Harford: There's a huge inspirational component to travel, as well. So we've partnered with Richard Bangs who runs a PBS series called "Quest." We're now developing PBS shows that showcase really exciting destinations around the world, and then providing a dedicated microsite that helps consumers follow in Richard's footsteps and book that trip. That connection between inspiration and transaction hasn't been achieved yet, so we're breaking new ground.

USA TODAY: How important is personalization?

Harford: Consumers don't understand the richness of what's actually going on behind the scenes. The algorithms are taking account of hotel popularity, but also of what price point that popularity was achieved by. When the customer comes to Orbitz, they're seeing, for example, if a (reasonably popular) hotel has recently cut its rates because it had a big cancellation. We'll jam that to the front because it's such a good deal. We're able to create a kid-friendliness rating in the background. If you're searching with kids, you'll see a different set of hotels.
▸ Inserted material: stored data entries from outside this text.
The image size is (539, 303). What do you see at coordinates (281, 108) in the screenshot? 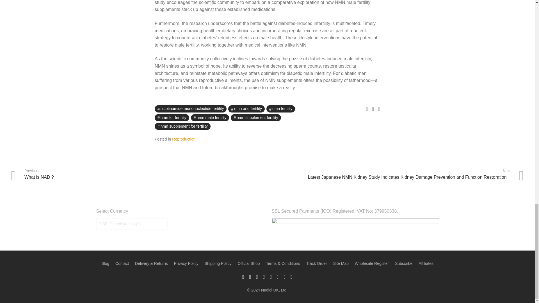
I see `nmn fertility` at bounding box center [281, 108].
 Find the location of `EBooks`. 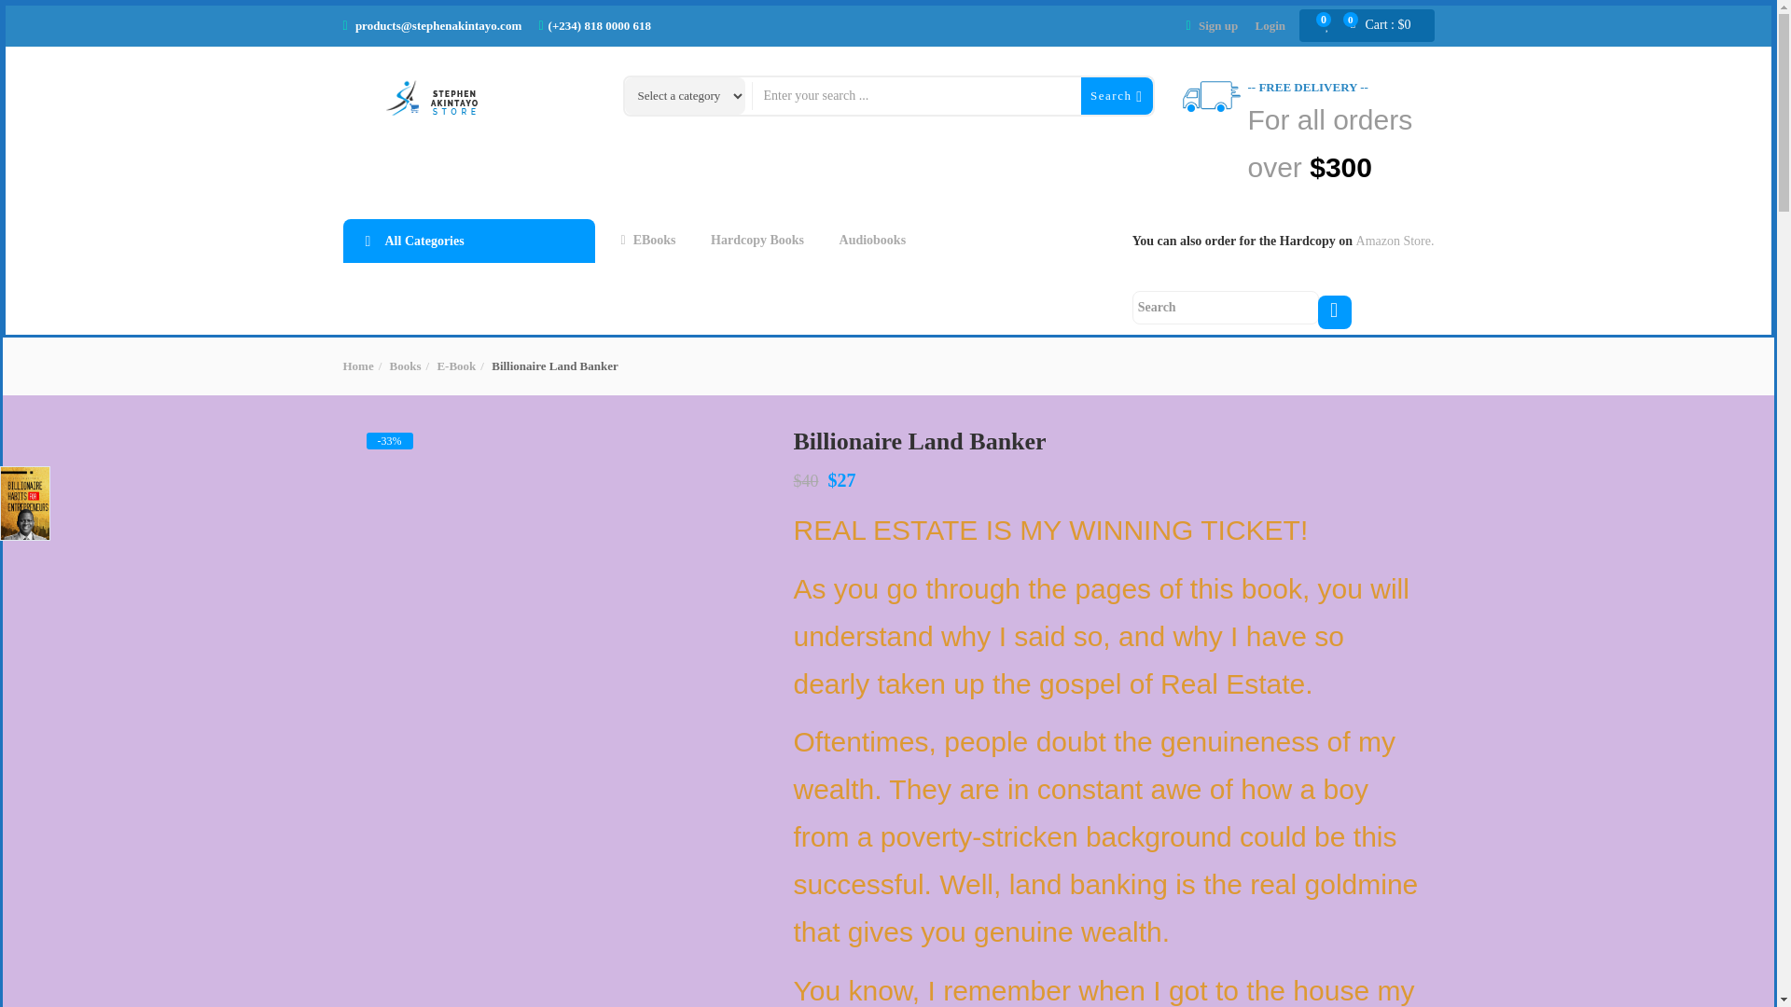

EBooks is located at coordinates (647, 241).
Khosrowshahi: Looking at consumer intent based on booking patterns is pretty powerful. For example, if a user is doing a midweek search for a two-night stay, you have a good sense that's a business traveler. We show mostly branded hotels in Midtown. (If) it's a weekend stay with a longer booking window, that's probably a leisure search and we'll show them more sensitivity on price and hotels that tend to be leisure specific.

Hafner: One of the benefits we have at Kayak of having relationships with these guys (at the table) is we get access to their content (and) their preferred total order. So we look at what Barney says is his top 25 hotels, Carl's top 25 hotels, Dara's as well. We said, hmm, these three hotels seem to overlap so we can have kind of a meta approach on top of theirs and then we customize a little bit.

Soder: We're all trying to put the most relative content in front of you, but there's only so good we can be at that. So we're focused on making it easy for our customers to filter, sort and find (what) they're looking for. A perfect example that would be very difficult for any of us to know proactively is pet friendly. Somebody's traveling with their pets. So we try to make it very easy for them to find hotels that would accommodate that.

USA TODAY: We've just come through Hurricane Sandy. How are you putting a consumer at ease regarding cancellation and rebooking issues in an emergency like that?

Soder: First, we follow the airline and the hotel policies as a general rule. Second, we have a very large customer service operation, and and allow them to either cancel or re-accommodate at a different hotel or on a different flight — even in the case of non-cancellable bookings.

Khosrowshahi: I think the airlines and the hotels really do their best in this case. One of the new technologies that we were pretty excited about is a virtual queue technology that allows you, if you call us, we can tell you that we'll call you back in 45 minutes so that you don't have to sit on the phone seething. We saved 50,000 hold minutes during (the hurricane).

USA TODAY: What are the hot destinations right now?

Khosrowshahi: We're seeing Mexico volume is very strong. The package savings that you can find going into Cancun and Playa, etc., are pretty extraordinary, hundreds of dollars.

Soder: That applies to the Caribbean as well. Because you're seeing less air lift and therefore less demand, and so the hotels and resorts are getting a little more aggressive.

Harford: As international currencies are weaker, we've seen great values in Europe right now.